Back home in Leeds I had contacts with the Anti-Apartheid Movement and a South African comrade. I did not know it, but for over a decade he was in fact an ANC operative working under cover, raising funds across northern England during the apartheid years.

Before I left England he had given me two phone numbers “in case you need help in South Africa.”

I rang one of them. It was the home of a family of ANC activists — two teachers and their son. They were of Indian origin.

They collected me by car and I was to spend the next 10 days as their house guest, on the election trail, meeting dozens of young ANC activists. 

After a day’s electioneering we would gather at their local headquarters in a sprawling township outside Durban, eating vegetable curry and dahl from a huge communal pot as darkness fell.

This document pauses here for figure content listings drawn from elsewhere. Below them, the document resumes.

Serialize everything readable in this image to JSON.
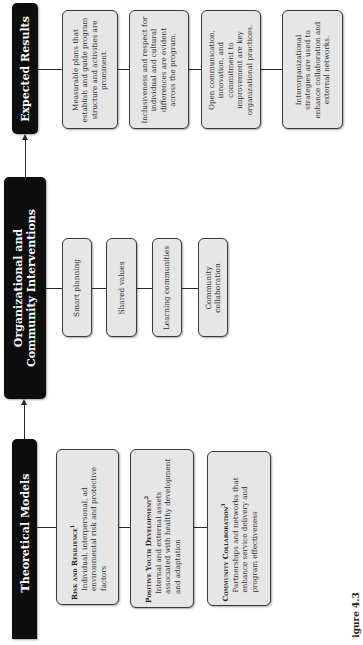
{
  "figure": {
    "orientation": "rotated-90-ccw",
    "caption": "igure 4.3",
    "colors": {
      "header_bg": "#0d0d0d",
      "header_text": "#ffffff",
      "box_bg": "#e6e6e6",
      "box_border": "#3a3a3a",
      "connector": "#2a2a2a"
    }
  },
  "columns": {
    "theoretical_models": {
      "title": "Theoretical Models",
      "items": [
        {
          "title": "Risk and Resilience",
          "superscript": "1",
          "description": "Individual, interpersonal, ad environmental risk and protective factors"
        },
        {
          "title": "Positive Youth Development",
          "superscript": "2",
          "description": "Internal and external assets associated with healthy development and adaptation"
        },
        {
          "title": "Community Collaboration",
          "superscript": "3",
          "description": "Partnerships and networks that enhance service delivery and program effectiveness"
        }
      ]
    },
    "interventions": {
      "title_line1": "Organizational and",
      "title_line2": "Community Interventions",
      "items": [
        {
          "label": "Smart planning"
        },
        {
          "label": "Shared values"
        },
        {
          "label": "Learning communities"
        },
        {
          "label": "Community collaboration"
        }
      ]
    },
    "expected_results": {
      "title": "Expected Results",
      "items": [
        {
          "label": "Measurable plans that establish and guide program structure and activities are prominent."
        },
        {
          "label": "Inclusiveness and respect for individual and cultural differences are evident across the program."
        },
        {
          "label": "Open communication, innovation, and commitment to improvement are key organizational practices."
        },
        {
          "label": "Interorganizational strategies are used to enhance collaboration and external networks."
        }
      ]
    }
  }
}
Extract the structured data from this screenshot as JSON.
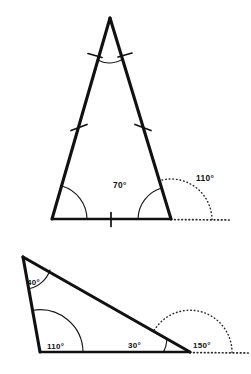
{
  "page": {
    "background_color": "#ffffff",
    "line_color": "#111111",
    "width": 251,
    "height": 374
  },
  "figures": [
    {
      "id": "isosceles-triangle",
      "name": "Isosceles triangle with exterior angle",
      "labels": {
        "interior_right": "70°",
        "exterior_right": "110°"
      },
      "marks": {
        "apex_arc": 1,
        "leg_ticks": 1,
        "base_ticks": 1,
        "base_left_arc": 1
      },
      "geometry": {
        "apex": [
          110,
          18
        ],
        "bottom_left": [
          52,
          219
        ],
        "bottom_right": [
          171,
          219
        ],
        "ray_end": [
          231,
          220
        ]
      }
    },
    {
      "id": "scalene-triangle",
      "name": "Scalene triangle with exterior angle",
      "labels": {
        "top_left": "40°",
        "bottom_left": "110°",
        "interior_right": "30°",
        "exterior_right": "150°"
      },
      "geometry": {
        "top_left": [
          23,
          257
        ],
        "bottom_left": [
          40,
          352
        ],
        "bottom_right": [
          190,
          352
        ],
        "ray_end": [
          250,
          353
        ]
      }
    }
  ]
}
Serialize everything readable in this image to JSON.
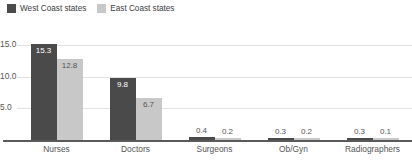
{
  "chart_data": {
    "type": "bar",
    "title": "",
    "xlabel": "",
    "ylabel": "",
    "categories": [
      "Nurses",
      "Doctors",
      "Surgeons",
      "Ob/Gyn",
      "Radiographers"
    ],
    "series": [
      {
        "name": "West Coast states",
        "color": "#4a4a4a",
        "values": [
          15.3,
          9.8,
          0.4,
          0.3,
          0.3
        ],
        "value_labels": [
          "15.3",
          "9.8",
          "0.4",
          "0.3",
          "0.3"
        ]
      },
      {
        "name": "East Coast states",
        "color": "#c8c8c8",
        "values": [
          12.8,
          6.7,
          0.2,
          0.2,
          0.1
        ],
        "value_labels": [
          "12.8",
          "6.7",
          "0.2",
          "0.2",
          "0.1"
        ]
      }
    ],
    "ylim": [
      0,
      16.5
    ],
    "yticks": [
      5.0,
      10.0,
      15.0
    ],
    "ytick_labels": [
      "5.0",
      "10.0",
      "15.0"
    ],
    "grid": true,
    "legend_position": "top-left",
    "axis_color": "#5a5a5a",
    "gridline_color": "#e2e2e2",
    "tick_label_color": "#555555"
  }
}
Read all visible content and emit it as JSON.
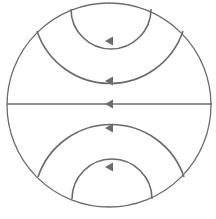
{
  "diagram": {
    "colors": {
      "stroke": "#6b6b6b",
      "background": "#ffffff"
    },
    "circle": {
      "cx": 109,
      "cy": 105,
      "r": 102
    },
    "lines": [
      {
        "name": "top-inner-arc",
        "d": "M71,9 A38,38 0 0 0 151,9",
        "arrow": {
          "x": 111,
          "y": 41
        }
      },
      {
        "name": "top-outer-arc",
        "d": "M37,31 A77,77 0 0 0 183,31",
        "arrow": {
          "x": 111,
          "y": 81
        }
      },
      {
        "name": "center-line",
        "d": "M7,104 L212,104",
        "arrow": {
          "x": 111,
          "y": 104
        }
      },
      {
        "name": "bottom-outer-arc",
        "d": "M38,177 A77,77 0 0 1 184,177",
        "arrow": {
          "x": 111,
          "y": 128
        }
      },
      {
        "name": "bottom-inner-arc",
        "d": "M72,199 A38,38 0 0 1 152,199",
        "arrow": {
          "x": 111,
          "y": 167
        }
      }
    ]
  }
}
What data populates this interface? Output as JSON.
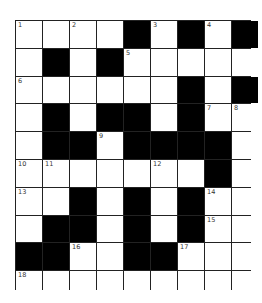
{
  "puzzle": {
    "rows": 10,
    "cols": 9,
    "colors": {
      "block": "#000000",
      "open": "#ffffff",
      "border": "#222222"
    },
    "grid": [
      [
        "1",
        "",
        "2",
        "",
        "#",
        "3",
        "#",
        "4",
        "#"
      ],
      [
        "",
        "#",
        "",
        "#",
        "5",
        "",
        "",
        "",
        ""
      ],
      [
        "6",
        "",
        "",
        "",
        "",
        "",
        "#",
        "",
        "#"
      ],
      [
        "",
        "#",
        "",
        "#",
        "#",
        "",
        "#",
        "7",
        "8"
      ],
      [
        "",
        "#",
        "#",
        "9",
        "#",
        "#",
        "#",
        "#",
        ""
      ],
      [
        "10",
        "11",
        "",
        "",
        "",
        "12",
        "",
        "#",
        ""
      ],
      [
        "13",
        "",
        "#",
        "",
        "#",
        "",
        "#",
        "14",
        ""
      ],
      [
        "",
        "#",
        "#",
        "",
        "#",
        "",
        "#",
        "15",
        ""
      ],
      [
        "#",
        "#",
        "16",
        "",
        "#",
        "#",
        "17",
        "",
        ""
      ],
      [
        "18",
        "",
        "",
        "",
        "",
        "",
        "",
        "",
        ""
      ]
    ]
  }
}
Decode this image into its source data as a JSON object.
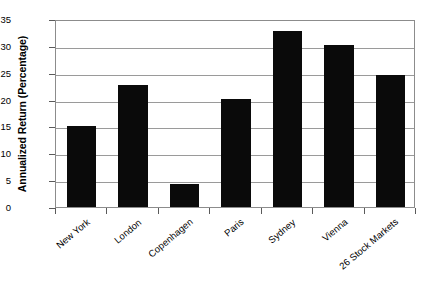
{
  "chart_data": {
    "type": "bar",
    "title": "",
    "xlabel": "",
    "ylabel": "Annualized Return (Percentage)",
    "categories": [
      "New York",
      "London",
      "Copenhagen",
      "Paris",
      "Sydney",
      "Vienna",
      "26 Stock Markets"
    ],
    "values": [
      15.0,
      22.8,
      4.2,
      20.1,
      32.8,
      30.1,
      24.5
    ],
    "ylim": [
      0,
      35
    ],
    "ytick_labels": [
      "0",
      "5",
      "10",
      "15",
      "20",
      "25",
      "30",
      "35"
    ],
    "ytick_values": [
      0,
      5,
      10,
      15,
      20,
      25,
      30,
      35
    ],
    "grid": "horizontal",
    "legend": "none",
    "bar_color": "#0a0a0a",
    "gridline_color": "#9a9a9a",
    "axis_color": "#8c8c8c",
    "background_color": "#ffffff"
  }
}
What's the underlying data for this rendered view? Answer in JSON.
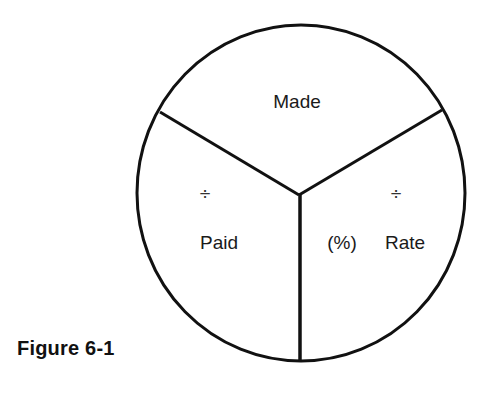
{
  "diagram": {
    "segments": {
      "top": "Made",
      "left": "Paid",
      "right": "Rate",
      "right_prefix": "(%)"
    },
    "operators": {
      "left": "÷",
      "right": "÷"
    },
    "caption": "Figure 6-1"
  }
}
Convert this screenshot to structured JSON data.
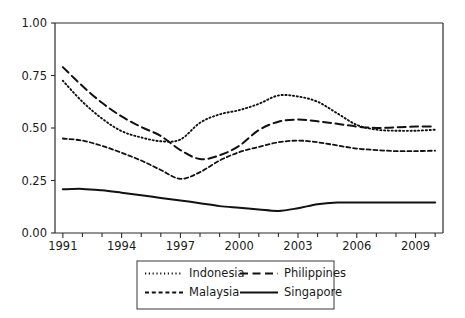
{
  "chart_data": {
    "type": "line",
    "title": "",
    "subtitle": "",
    "xlabel": "",
    "ylabel": "",
    "xlim": [
      1990.6,
      2010.4
    ],
    "ylim": [
      0.0,
      1.0
    ],
    "grid": false,
    "legend_position": "bottom-center",
    "y_ticks": [
      0.0,
      0.25,
      0.5,
      0.75,
      1.0
    ],
    "y_tick_labels": [
      "0.00",
      "0.25",
      "0.50",
      "0.75",
      "1.00"
    ],
    "x_ticks": [
      1991,
      1994,
      1997,
      2000,
      2003,
      2006,
      2009
    ],
    "x_tick_labels": [
      "1991",
      "1994",
      "1997",
      "2000",
      "2003",
      "2006",
      "2009"
    ],
    "x_minor_ticks": [
      1992,
      1993,
      1995,
      1996,
      1998,
      1999,
      2001,
      2002,
      2004,
      2005,
      2007,
      2008,
      2010
    ],
    "x": [
      1991,
      1992,
      1993,
      1994,
      1995,
      1996,
      1997,
      1998,
      1999,
      2000,
      2001,
      2002,
      2003,
      2004,
      2005,
      2006,
      2007,
      2008,
      2009,
      2010
    ],
    "series": [
      {
        "name": "Indonesia",
        "style": "dotted",
        "values": [
          0.725,
          0.625,
          0.545,
          0.485,
          0.455,
          0.437,
          0.445,
          0.525,
          0.565,
          0.585,
          0.615,
          0.655,
          0.65,
          0.625,
          0.57,
          0.515,
          0.492,
          0.487,
          0.487,
          0.492
        ]
      },
      {
        "name": "Philippines",
        "style": "long-dash",
        "values": [
          0.79,
          0.7,
          0.62,
          0.555,
          0.505,
          0.462,
          0.395,
          0.352,
          0.37,
          0.415,
          0.49,
          0.53,
          0.54,
          0.532,
          0.52,
          0.507,
          0.5,
          0.503,
          0.507,
          0.507
        ]
      },
      {
        "name": "Malaysia",
        "style": "short-dash",
        "values": [
          0.45,
          0.44,
          0.415,
          0.382,
          0.345,
          0.3,
          0.258,
          0.29,
          0.345,
          0.385,
          0.41,
          0.432,
          0.44,
          0.432,
          0.417,
          0.402,
          0.395,
          0.39,
          0.39,
          0.392
        ]
      },
      {
        "name": "Singapore",
        "style": "solid",
        "values": [
          0.208,
          0.21,
          0.203,
          0.192,
          0.18,
          0.167,
          0.155,
          0.142,
          0.128,
          0.12,
          0.112,
          0.105,
          0.118,
          0.137,
          0.145,
          0.145,
          0.145,
          0.145,
          0.145,
          0.145
        ]
      }
    ]
  },
  "legend": {
    "entries": [
      {
        "label": "Indonesia",
        "style": "dotted"
      },
      {
        "label": "Philippines",
        "style": "long-dash"
      },
      {
        "label": "Malaysia",
        "style": "short-dash"
      },
      {
        "label": "Singapore",
        "style": "solid"
      }
    ]
  },
  "colors": {
    "line": "#111111",
    "axis": "#2b2b2b",
    "text": "#1a1a1a",
    "background": "#ffffff"
  }
}
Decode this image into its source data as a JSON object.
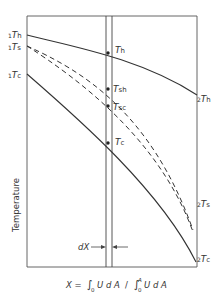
{
  "diagram": {
    "y_axis_label": "Temperature",
    "x_axis_formula": "X = ∫₀ U dA  /  ∫₀ᴬ U dA",
    "x_formula_parts": {
      "lhs": "X =",
      "num": "U d A",
      "sep": "/",
      "den": "U d A",
      "lower": "0",
      "upper": "A"
    },
    "dx_label": "dX",
    "left_labels": [
      {
        "pre": "1",
        "sym": "T",
        "sub": "h"
      },
      {
        "pre": "1",
        "sym": "T",
        "sub": "s"
      },
      {
        "pre": "1",
        "sym": "T",
        "sub": "c"
      }
    ],
    "right_labels": [
      {
        "pre": "2",
        "sym": "T",
        "sub": "h"
      },
      {
        "pre": "2",
        "sym": "T",
        "sub": "s"
      },
      {
        "pre": "2",
        "sym": "T",
        "sub": "c"
      }
    ],
    "mid_labels": [
      {
        "sym": "T",
        "sub": "h"
      },
      {
        "sym": "T",
        "sub": "sh"
      },
      {
        "sym": "T",
        "sub": "sc"
      },
      {
        "sym": "T",
        "sub": "c"
      }
    ],
    "curves": [
      {
        "name": "hot-fluid",
        "style": "solid"
      },
      {
        "name": "surface-hot",
        "style": "dashed"
      },
      {
        "name": "surface-cold",
        "style": "dashed"
      },
      {
        "name": "cold-fluid",
        "style": "solid"
      }
    ]
  }
}
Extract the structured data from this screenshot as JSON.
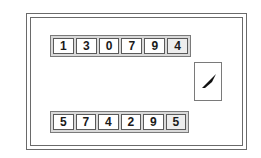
{
  "diagram": {
    "top_row": {
      "digits": [
        "1",
        "3",
        "0",
        "7",
        "9",
        "4"
      ],
      "highlighted_index": 5
    },
    "bottom_row": {
      "digits": [
        "5",
        "7",
        "4",
        "2",
        "9",
        "5"
      ],
      "highlighted_index": 5
    },
    "pointer_panel": {
      "icon": "needle-pointer-icon",
      "direction": "up-right"
    },
    "colors": {
      "frame": "#6a6a6a",
      "row_background": "#d9d9d9",
      "digit_background": "#ffffff",
      "highlight_background": "#ededed",
      "text": "#1a1a1a"
    }
  }
}
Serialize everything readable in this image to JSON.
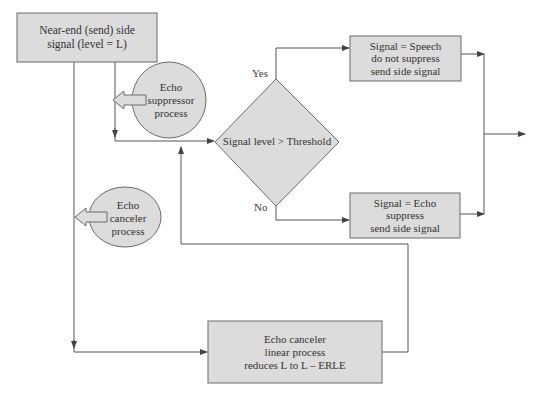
{
  "diagram": {
    "type": "flowchart",
    "colors": {
      "fill": "#dcdcdc",
      "stroke": "#6a6a6a",
      "line": "#555555",
      "text": "#333333",
      "background": "#ffffff"
    },
    "nodes": {
      "near_end": {
        "shape": "rectangle",
        "lines": [
          "Near-end (send) side",
          "signal (level = L)"
        ]
      },
      "echo_suppressor": {
        "shape": "ellipse",
        "lines": [
          "Echo",
          "suppressor",
          "process"
        ]
      },
      "echo_canceler_process": {
        "shape": "ellipse",
        "lines": [
          "Echo",
          "canceler",
          "process"
        ]
      },
      "decision": {
        "shape": "diamond",
        "lines": [
          "Signal level > Threshold"
        ]
      },
      "speech": {
        "shape": "rectangle",
        "lines": [
          "Signal = Speech",
          "do not suppress",
          "send side signal"
        ]
      },
      "echo": {
        "shape": "rectangle",
        "lines": [
          "Signal = Echo",
          "suppress",
          "send side signal"
        ]
      },
      "linear": {
        "shape": "rectangle",
        "lines": [
          "Echo canceler",
          "linear process",
          "reduces L to L – ERLE"
        ]
      }
    },
    "edge_labels": {
      "yes": "Yes",
      "no": "No"
    },
    "edges": [
      {
        "from": "near_end",
        "to": "decision",
        "via": "echo_suppressor"
      },
      {
        "from": "near_end",
        "to": "linear",
        "via": "echo_canceler_process"
      },
      {
        "from": "linear",
        "to": "decision"
      },
      {
        "from": "decision",
        "to": "speech",
        "label": "Yes"
      },
      {
        "from": "decision",
        "to": "echo",
        "label": "No"
      },
      {
        "from": "speech",
        "to": "output"
      },
      {
        "from": "echo",
        "to": "output"
      }
    ]
  }
}
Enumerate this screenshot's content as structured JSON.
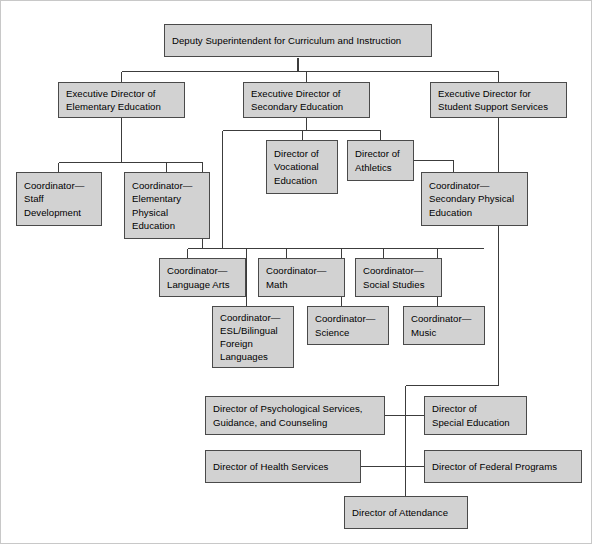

Going outside I saw a figure in the shadows. It was a young ANC activist with a rifle, guarding his headquarters and his comrades.

I used the ANC fax to send reports back to my newspaper. My hosts were called Smalls and Maya. They were Hindus. I visited their temple, where I met an elderly and wise gentleman. 

I thought I knew a lot about apartheid, but learned more from him. He pointed out the geography of three neighbouring communities outside Durban — white, black and Asian.

Between the white and black communities ran an electrified railway. Between the white and Asian communities ran a motorway. Between the black and Asian communities was a huge cemetery.

The railway and motorway were obvious obstacles to any contact between the communities, routed there for that purpose.

As for the cemetery, the old man told me that members of the black community would not cross it for reasons of religion or superstition.

“So you see,” he said, “they even use our dead to keep us apart.”

Smalls and Maya were my guides and interpreters. It was they who took me to the Nelson Mandela rally. The venue was partly surrounded by hills. In the distance we could see columns of thousands of Zulus descending, swaying and chanting. The heads of the columns had already arrived, the people still chanting rhythmically.

“They shouldn’t be saying that,” said Smalls, shaking his head. I asked what it meant.

“Death to the Boer,” he said.

In Mandela’s speech to the rally, he produced a specimen ballot paper — I still have one. On it are more than 30 parties, listed by name, each accompanied by the party’s symbol, alongside a photograph of the party leader. 

The ANC symbol is a wheel, a fist grasping a spear and a traditional African shield.

“If you look down the ballot paper you will see the symbol of the ANC,” Mandela told the crowd. “And alongside the symbol you will see a photograph of a handsome young man.” He was in his seventies of course. The crowd roared.

The elections came and lasted three days. There are historic photographs of mile-long queues of people waiting to vote.

Accompanied by Maya, I interviewed some of the people queuing to vote. As I approached one black man in the queue, he took a step back apprehensively. 

I was a white man heading towards him as he was about to vote for the first time. He was suspicious, defensive, and reached for what I assume were his identity papers.

Maya reassured him. He relaxed. She translated. He told me how long he had been queuing, hours, saying that however long it took, he would vote.

I asked him who he would vote for. He replied firmly in English: “My secret!”

Whenever I hear people saying that they don’t bother to vote, I remember that man.

The young ANC activists were out campaigning every day and I went with them. In a print shop at their headquarters they were producing T-shirts with the words “Vote ANC” on the front and “Join the winning team — vote ANC” on the back.

The words are beginning to fade on the two T-shirts I brought back with me, but I still wear them.

I watched the election results on TV with Smalls and Maya in their home, and celebrated with them, their son and his fiancee. 

Later we made a visit together to the family home of the under-cover ANC man in Leeds, meeting his mother and other relatives. He is back in South Africa now.

Throughout my visit the world’s media was flitting between Capetown and Johannesburg, attending press conferences and photo-calls, interviewing important people, while I had been abandoned in Durban. And I can’t tell you how glad I am.